November 11, 2023 – A

Ocracoke to Swanquarter Morning Ferry 10/30/2010 — Pamlico Sound, Outer Banks, North Carolina
People kill themselves
and other people
because they don't like the way
things are going.

Why don't they just change their mind
about what is important?

Changing our mind about what is important
is the solution 
to all of our problems today.
Every day.

The right kind of meditation practice
is about changing our mind about what is important.

Sitting in emptiness, stillness and silence
is a shift in emphasis
regarding what is important.

Allowing things to arise of their own accord
is so different
from forcing our will for the world upon the world.

"Thy will not mine be done,"
when the "thy" is simply the drift of circumstances,
the flow of life,
what needs to happen here/now,
and getting out of the way
in order that what needs to happen
is allowed to happen,
is the grounding foundation
of all that is meet and right.

Joseph Campbell has a wonderful meditation
on Carl Jung's term "Active Imagination,"
where he says,
"If  you take in some traditional image proposed to you by your own religious tradition, or your own society's religious lore, proposing it to yourself for active imagination, without any strict game rules defining the sort of thoughts you must bear in mind in relation to it, letting your own psyche enjoy and develop it (carrying you away into thoughts and images that arise spontaneously, of their own accord--JD), you may find yourself running into imageries, experiences, and amplifications that do not fit into the patterns of the tradition in which you have been trained. What are you going to do about that? Are you going to let yourself go, following your own activated imagination? Or, are you going to cut the run short at some critical point?"

Are we going to go with what needs to happen,
or stick with someone's idea of what is supposed to happen?
Are we going to trust ourselves to the inner thrust of our life,
or impose our will and wants on the world around us,
killing ourselves or someone else
when things don't go our way?

–0–

Published by jimwdollar

I'm retired, and still finding my way--but now, I don't have to pretend that I know what I'm doing. I retired after 40.5 years as a minister in the Presbyterian Church USA, serving churches in Louisiana, Mississippi and North Carolina. I graduated from Austin Presbyterian Theological Seminary, in Austin, Texas, and Northwestern State University in Natchitoches, Louisiana. My wife, Judy, and I have three daughters, five granddaughters, one great granddaughter, and a great grandson on the way, within about ten minutes from where we live--and are enjoying our retirement as much as we have ever enjoyed anything.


### What to produce
Exact copies of all entries are needed. Pictures are to be left out.

Data items
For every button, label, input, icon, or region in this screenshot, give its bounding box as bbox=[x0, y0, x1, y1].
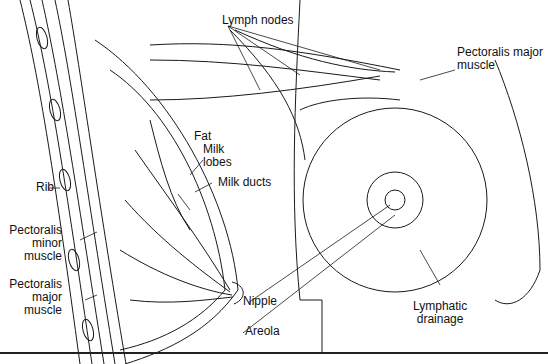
label-milk-ducts: Milk ducts bbox=[218, 176, 271, 189]
label-pectoralis-major-right: Pectoralis major muscle bbox=[457, 46, 543, 72]
label-lymphatic-drainage: Lymphatic drainage bbox=[413, 300, 467, 326]
anatomy-diagram: Lymph nodes Pectoralis major muscle Fat … bbox=[0, 0, 548, 364]
lymph-vessels bbox=[150, 30, 400, 160]
label-lymph-nodes: Lymph nodes bbox=[222, 14, 294, 27]
label-milk-lobes: Milk lobes bbox=[203, 143, 232, 169]
label-pectoralis-major-left: Pectoralis major muscle bbox=[4, 278, 62, 317]
label-pectoralis-minor: Pectoralis minor muscle bbox=[4, 224, 62, 263]
bottom-rule bbox=[0, 352, 548, 354]
label-areola: Areola bbox=[245, 325, 280, 338]
label-nipple: Nipple bbox=[243, 295, 277, 308]
label-rib: Rib bbox=[36, 181, 54, 194]
breast-profile-left bbox=[95, 40, 243, 364]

### Response
For every button, label, input, icon, or region in this screenshot, give its bounding box as bbox=[x0, y0, x1, y1].
label-milk-ducts: Milk ducts bbox=[218, 176, 271, 189]
label-pectoralis-major-right: Pectoralis major muscle bbox=[457, 46, 543, 72]
label-lymphatic-drainage: Lymphatic drainage bbox=[413, 300, 467, 326]
anatomy-diagram: Lymph nodes Pectoralis major muscle Fat … bbox=[0, 0, 548, 364]
lymph-vessels bbox=[150, 30, 400, 160]
label-lymph-nodes: Lymph nodes bbox=[222, 14, 294, 27]
label-milk-lobes: Milk lobes bbox=[203, 143, 232, 169]
label-pectoralis-major-left: Pectoralis major muscle bbox=[4, 278, 62, 317]
label-pectoralis-minor: Pectoralis minor muscle bbox=[4, 224, 62, 263]
bottom-rule bbox=[0, 352, 548, 354]
label-areola: Areola bbox=[245, 325, 280, 338]
label-nipple: Nipple bbox=[243, 295, 277, 308]
label-rib: Rib bbox=[36, 181, 54, 194]
breast-profile-left bbox=[95, 40, 243, 364]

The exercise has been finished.